Death and Captain danced past them at that moment, and they heard him say to her, “But if that was truly you that I saw in the battle, how can you have changed so? How can you have become so lovely?”
Death’s laughter was g*y and soft. “I thought that among so many beautiful people it might be better to be beautiful. I was afraid of frightening everyone and spoiling the party.”
“They all thought she would be ugly,” said Lorimond to Lady Neville. “I—I knew she would be beautiful.”
“Then why have you not danced with her” Lady Neville asked him. “Are you also afraid?”
“No, oh, no,” the poet answered quickly and passionately. “I will ask her to dance very soon. I only want to look at her a little longer.”
The musicians played on and on. The dancing wore away the night as slowly as falling water wears down a cliff. It seemed to Lady Neville that no night had ever endured longer, and yet she was neither tired nor bored. She danced with every man there, except with Lord Torrance, who was dancing with his wife as if they had just met that night, and, of course, with Captain Compson. Once he lifted his hand and touched Death’s golden hair very lightly. He was a striking man still, a fit partner for so beautiful a girl, but Lady Neville looked at his face each time she passed him and realized that he was older than anyone knew.

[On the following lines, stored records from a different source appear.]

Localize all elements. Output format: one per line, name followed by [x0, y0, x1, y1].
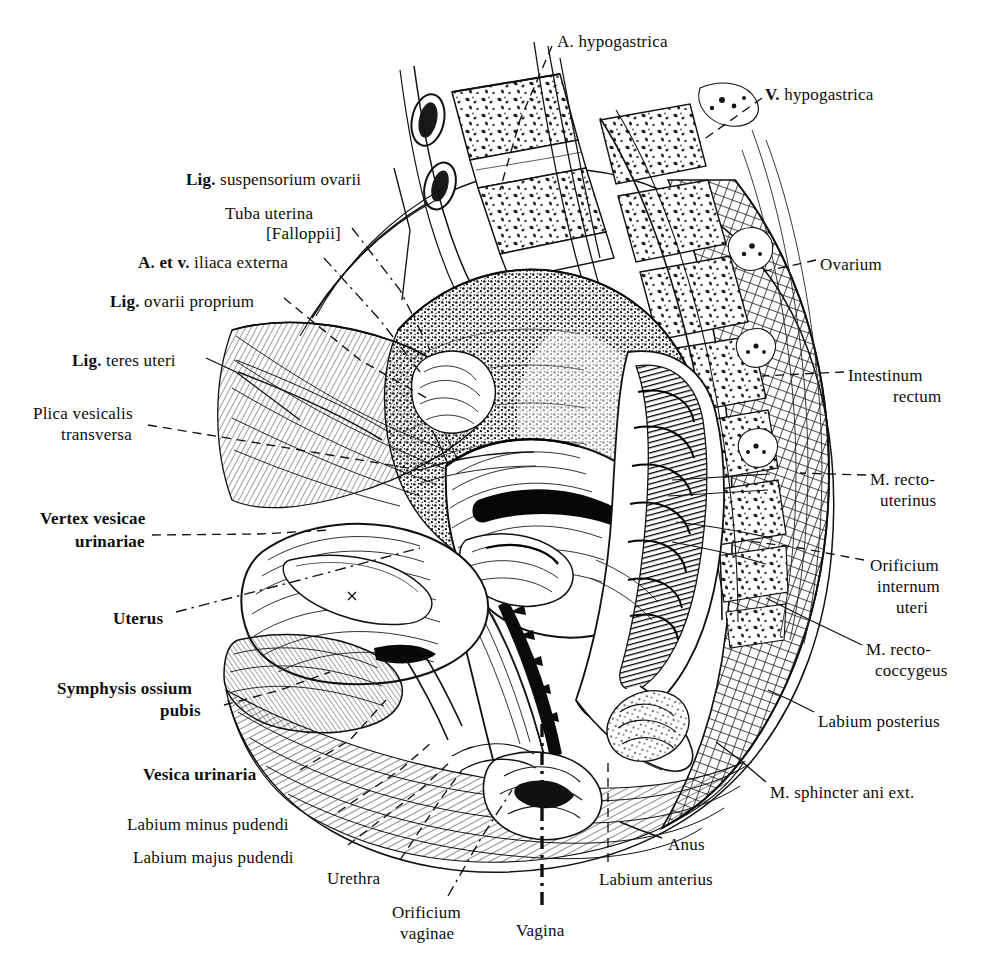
label-vagina: Vagina: [516, 921, 564, 941]
illustration-body: [218, 42, 834, 872]
label-labium-posterius: Labium posterius: [818, 712, 940, 732]
label-m-recto-coccygeus1: M. recto-: [866, 640, 931, 660]
label-intestinum-rectum2: rectum: [893, 387, 941, 407]
label-symphysis-ossium: Symphysis ossium: [57, 679, 192, 699]
label-labium-majus: Labium majus pudendi: [133, 848, 294, 868]
label-m-recto-coccygeus2: coccygeus: [875, 661, 948, 681]
label-orificium-vaginae2: vaginae: [400, 924, 454, 944]
label-labium-anterius: Labium anterius: [599, 870, 713, 890]
label-symphysis-pubis: pubis: [160, 701, 201, 721]
label-plica-vesicalis: Plica vesicalis: [33, 404, 133, 424]
label-intestinum-rectum1: Intestinum: [848, 366, 923, 386]
label-m-sphincter-ani: M. sphincter ani ext.: [770, 783, 914, 803]
label-urethra: Urethra: [327, 869, 380, 889]
label-orificium-internum2: internum: [877, 577, 940, 597]
label-uterus: Uterus: [113, 609, 163, 629]
label-tuba-uterina: Tuba uterina: [225, 204, 313, 224]
label-plica-transversa: transversa: [61, 425, 132, 445]
label-orificium-internum3: uteri: [896, 598, 928, 618]
label-v-hypogastrica: V. hypogastrica: [765, 85, 873, 105]
label-a-et-v-iliaca: A. et v. iliaca externa: [138, 253, 288, 273]
label-lig-teres-uteri: Lig. teres uteri: [72, 351, 176, 371]
label-labium-minus: Labium minus pudendi: [127, 815, 289, 835]
label-vertex-vesicae: Vertex vesicae: [40, 509, 146, 529]
label-falloppii: [Falloppii]: [266, 224, 341, 244]
label-lig-ovarii-proprium: Lig. ovarii proprium: [110, 292, 254, 312]
label-orificium-vaginae1: Orificium: [392, 903, 461, 923]
label-vesica-urinaria: Vesica urinaria: [143, 765, 256, 785]
leader-lig-susp-ovarii: [394, 168, 410, 300]
label-a-hypogastrica: A. hypogastrica: [557, 32, 668, 52]
label-orificium-internum1: Orificium: [870, 556, 939, 576]
label-m-recto-uterinus2: uterinus: [880, 491, 936, 511]
label-anus: Anus: [668, 835, 705, 855]
label-ovarium: Ovarium: [820, 255, 882, 275]
label-m-recto-uterinus1: M. recto-: [870, 470, 935, 490]
label-lig-susp-ovarii: Lig. suspensorium ovarii: [186, 170, 361, 190]
label-vesicae-urinariae: urinariae: [75, 532, 145, 552]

Death herself seemed younger than the youngest there. No woman at the ball danced better than she now, though it was hard for Lady Neville to remember at what point her awkwardness had given way to the liquid sweetness of her movements. She smiled and called to everyone who caught her eye—and she knew them all by name; she sang constantly, making up words to the dance tunes, nonsense words, sounds without meaning, and yet everyone strained to hear her soft voice without knowing why. And when, during a waltz, she caught up the trailing end of her gown to give her more freedom as she danced, she seemed to Lady Neville to move like a little sailing boat over a still evening sea.
Lady Neville heard Lady Torrance arguing angrily with the Contessa della Candini. “I don’t care if she is Death, she’s no older than I am, she can’t be!”
“Nonsense,” said the Contessa, who could not afford to be generous to any other woman. “She is twenty-eight, thirty, if she is an hour. And that dress, that bridal gown she wears—really!”